T'Pau died in a novel. She came back in a different novel.

Jadzia Dax died in DS9. Dax came back in Ezri.

Janeway died in a novel. She came back in a different novel.

Trip died in ENT. He came back in a novel series.

To name only five. "No way back...?"
I have to give you some points here. Maybe five points! :techman:

Even if I do have doubts about how Jadzia was brought back. I really liked Ezri but as I see it, it would have been better if Jadzia hadn't been killed off. They could have made up something with Jadzia getting a post on the Enterprise and that Ezri was her sister.

But let's just hope that you are right when it comes to Garak.
That could change my opinion about the whole thing.
 
it was just a wink to the audience lampshading the discrepancy between the other two.

Yes, loved it! It was such a fun McCoyism.

Similarly, a few authors chose to ignore the resurrection of Kirk in the Shatnerverse books — and went out of their way to mention Kirk having died and staying dead.

There was also Ogawa’s husband, who was dead in some novels and supposedly alive in others. Their child was two different genders too.
 
Similarly, a few authors chose to ignore the resurrection of Kirk in the Shatnerverse books — and went out of their way to mention Kirk having died and staying dead.

That's not ignoring, it's just telling stories in a different continuity. Though the Shatnerverse occasionally borrowed elements from the main novelverse (while contradicting others), they were independent realities.


There was also Ogawa’s husband, who was dead in some novels and supposedly alive in others. Their child was two different genders too.

That one was simply a continuity error.
 
Christopher is writing original science fiction stories an ebook novella he has a collection of stories he mentioned on his face book page you can buy. I saw it listed on his page when I looked the other day to see if he was going to be writing a new Star Trek book.
 
I looked but I'm sorry no Star Trek Enterprise book news just reviews for Alien Nation rewatch.
 
It's the way tie-ins to ongoing series naturally work. The only reason the novels had so much freedom over the past two decades is because the series they tied into were over. You can't expect anything remotely like that for an ongoing series.
Art is very often defined by its constraints. Consider Roadrunner/Coyote cartoons: the Roadrunner never leaves the road, and the most aggressive action he is allowed to take is to stick his tongue out at the Coyote. There is no spoken dialogue. The Coyote is always hoist by his own petard. And those constraints have made for some of the most marvelous (and riotously funny) animated cartoon shorts ever produced.

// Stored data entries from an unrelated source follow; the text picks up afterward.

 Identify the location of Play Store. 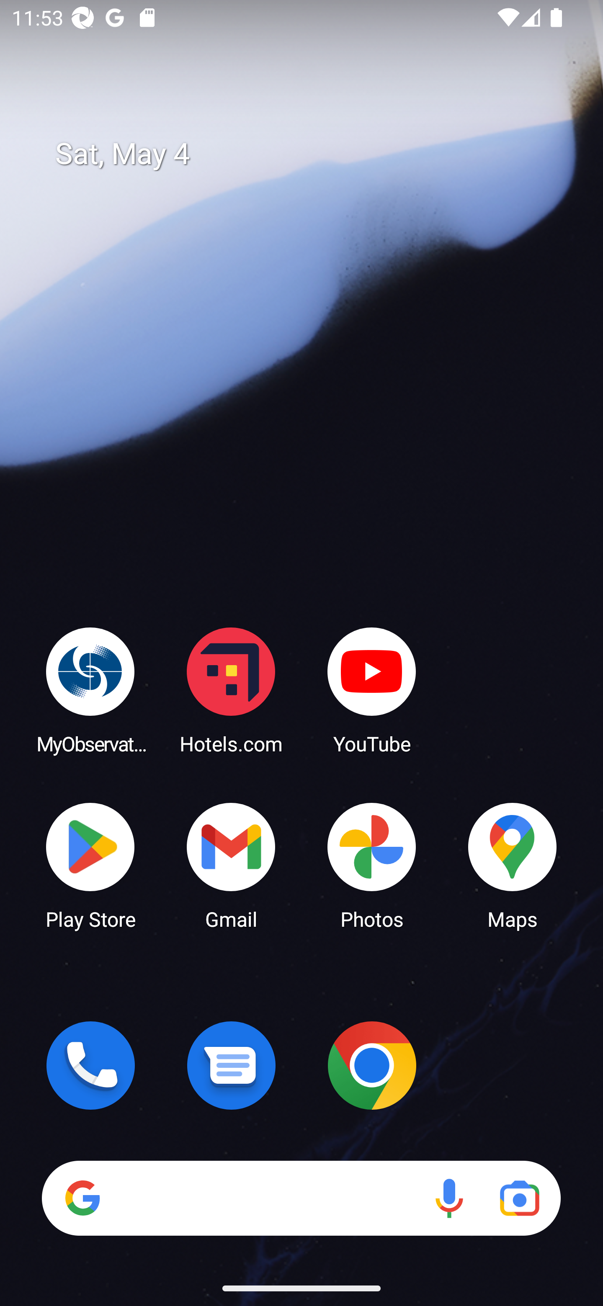
(90, 865).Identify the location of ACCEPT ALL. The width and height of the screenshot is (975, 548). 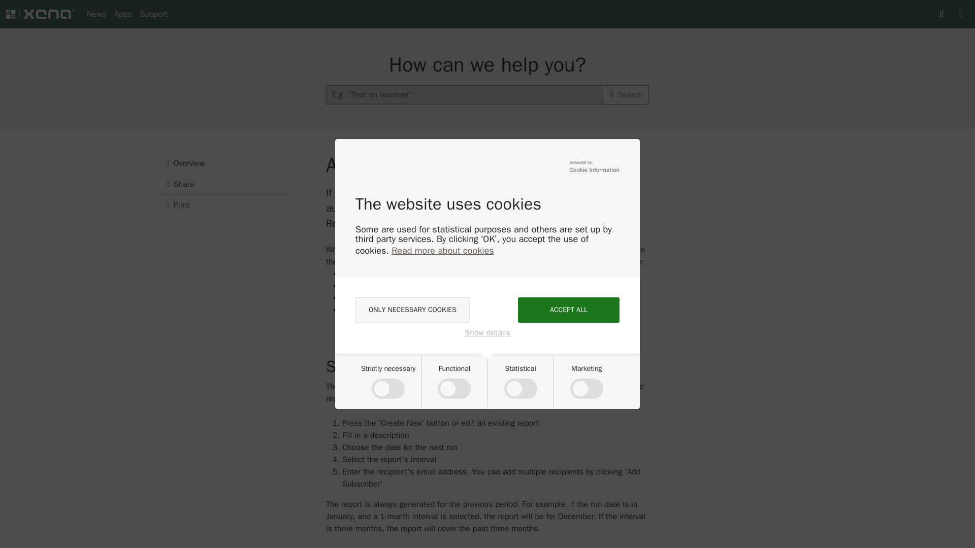
(568, 310).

Likewise, my Christmas(/Chanukah/Season's Greetings/whatever) cards are always laser prints of Spring vacation photographs in which there is visible snow, trimmed to 5x7 full-bleed. And the chapters in my work-in-progress novel always have titles, the titles always alliterate, they always include a musical term (the protagonist is, after all, a musician), and the musical term is never repeated.
 
I know there was some discussion about the comics being impacted by the purchase of the company or some such, but noticing that the March comics aren't popping up on Amazon yet and usually we get them listed two months in advance, similarly to the Marvel titles.

And we've had little to no "press" since the original announcement of Sons of Star Trek.
 
And we've had little to no "press" since the original announcement of Sons of Star Trek.

The editors have been active on Facebook comic book groups. Mark Martinez's site has been updated with "March 2024 solicits from IDW."

The "Lower Decks: Warp Your Own Way" interactive graphic novel is set for the USA fall.